You wouldn't accept that, especially seeing that people who have, just by coincidence, names starting with other letters, don't work harder than you or are better, but nevertheless are paid more.
But when you try to sue them, you are told, "Yes, everyone is treated equal and paid equally, too, only the quality of your work isn't up to our standards". You can't prove they're wrong, because they don't have to tell you what their standards are.
You say: "'B' (put in another letter, in case your name starts with 'B') is accomplishing less than me every day."
They say: "That doesn't matter, because 'B' is meeting our standards for higher pay and you are not."
You say: "What kind of standards are those?"
They say: "We don't have to tell you. 'B' meets them and you don't, that's enough."
And there's nothing you can do...
That's what the Pay Gap is all about. Only, instead of having the wrong name, you have the wrong gender, something you can't choose at all. As a woman you have to work harder than a man to get the same pay, essentially meaning you earn less doing the same work. But whenever you say "the law says women and men have to be treated equal and that includes pay", the bosses say "women and men are getting equal pay for equal quality". And they don't tell you what that 'equal quality' would be - although one might think it means 'having a Y chromosome'.
"Quality" is something that can't be measured with scientific or statistical means. Neither can "performance", also a well-used word in that case. The definition of "quality" and "performance" of work is up to the boss. It doesn't have to be justified and thus you can't really say "but my quality and/or performance are as good as that of the man you're paying better".
For the same amount of money a man in the same job earns within a year, a woman has to work a year and something more (you can get the exact date on which she has earned as much as the men every year on various websites, but usually it's sometime in February or March).
In addition, a woman is less likely to get into a leading position and more likely to get into a low-paid job.
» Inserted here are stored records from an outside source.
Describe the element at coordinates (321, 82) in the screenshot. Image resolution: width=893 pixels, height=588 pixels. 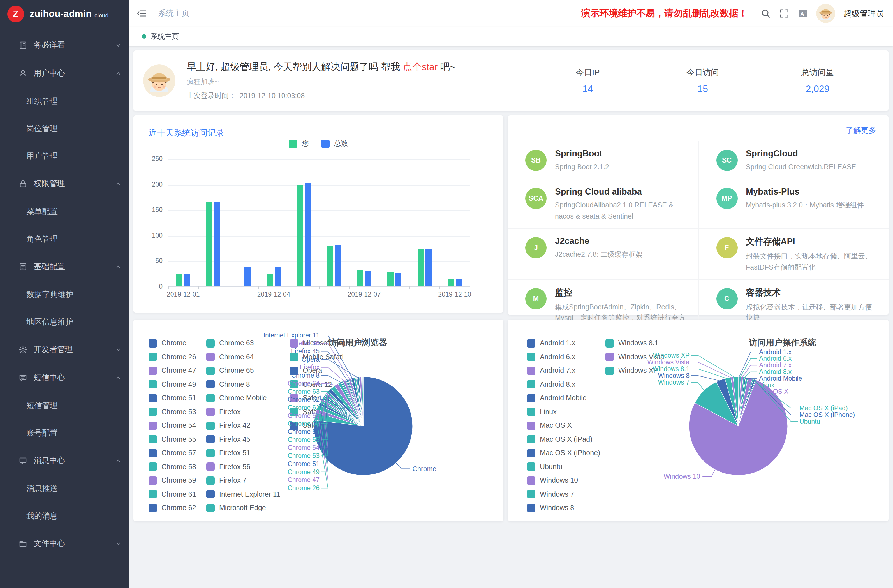
I see `greeting-subtitle: 疯狂加班~` at that location.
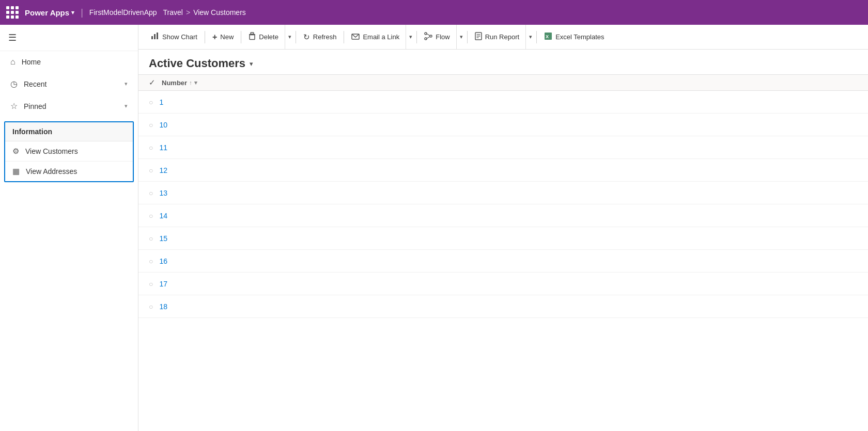 The width and height of the screenshot is (868, 431). What do you see at coordinates (50, 12) in the screenshot?
I see `app-name: Power Apps ▾` at bounding box center [50, 12].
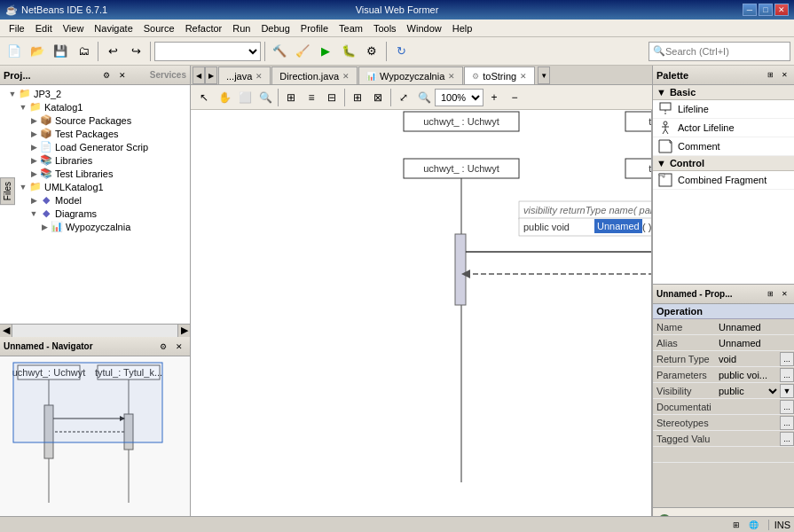 Image resolution: width=794 pixels, height=532 pixels. I want to click on refresh-button: ↻, so click(401, 51).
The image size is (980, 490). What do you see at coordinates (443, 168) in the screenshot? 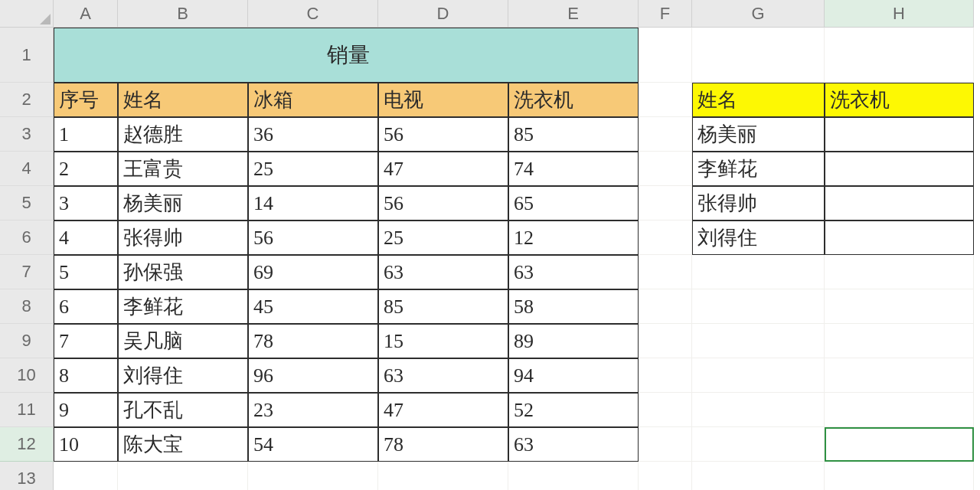
I see `main-cell-D4: 47` at bounding box center [443, 168].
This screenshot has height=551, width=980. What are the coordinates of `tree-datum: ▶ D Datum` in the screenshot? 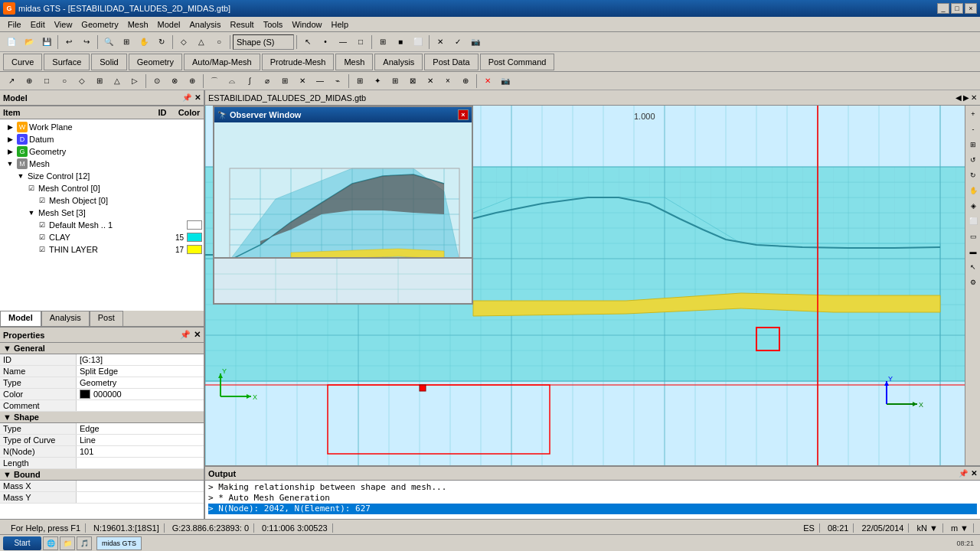 It's located at (102, 139).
Once upon a time (still after World War II in Germany, although we officially had "equality"), a woman was only allowed to work if she was either single or her husband allowed it. The husband could even end her employment without so much as telling her.
Today a woman can decide whether to work or not herself, but it's still men who in most cases decide how much she will get for it. And only women are asked whether they plan on having children (and if you say 'yes', you're less likely to get the job) or whether they have a partner (and then they'll rather give the job to a woman who's not in a relationship). If a man has a wife and children, it's often useful for getting a higher position and more money. If a woman has a husband and children, it's mostly keeping her down - because she could suddenly decide to quit the job to stay at home, because her children could get sick and so on.
The "Working Woman" still seems to be some exotic animal - or rather someone who cannot be trusted with responsibility at the workplace.
At the workplace, men and women are not treated equally. This still needs some working on.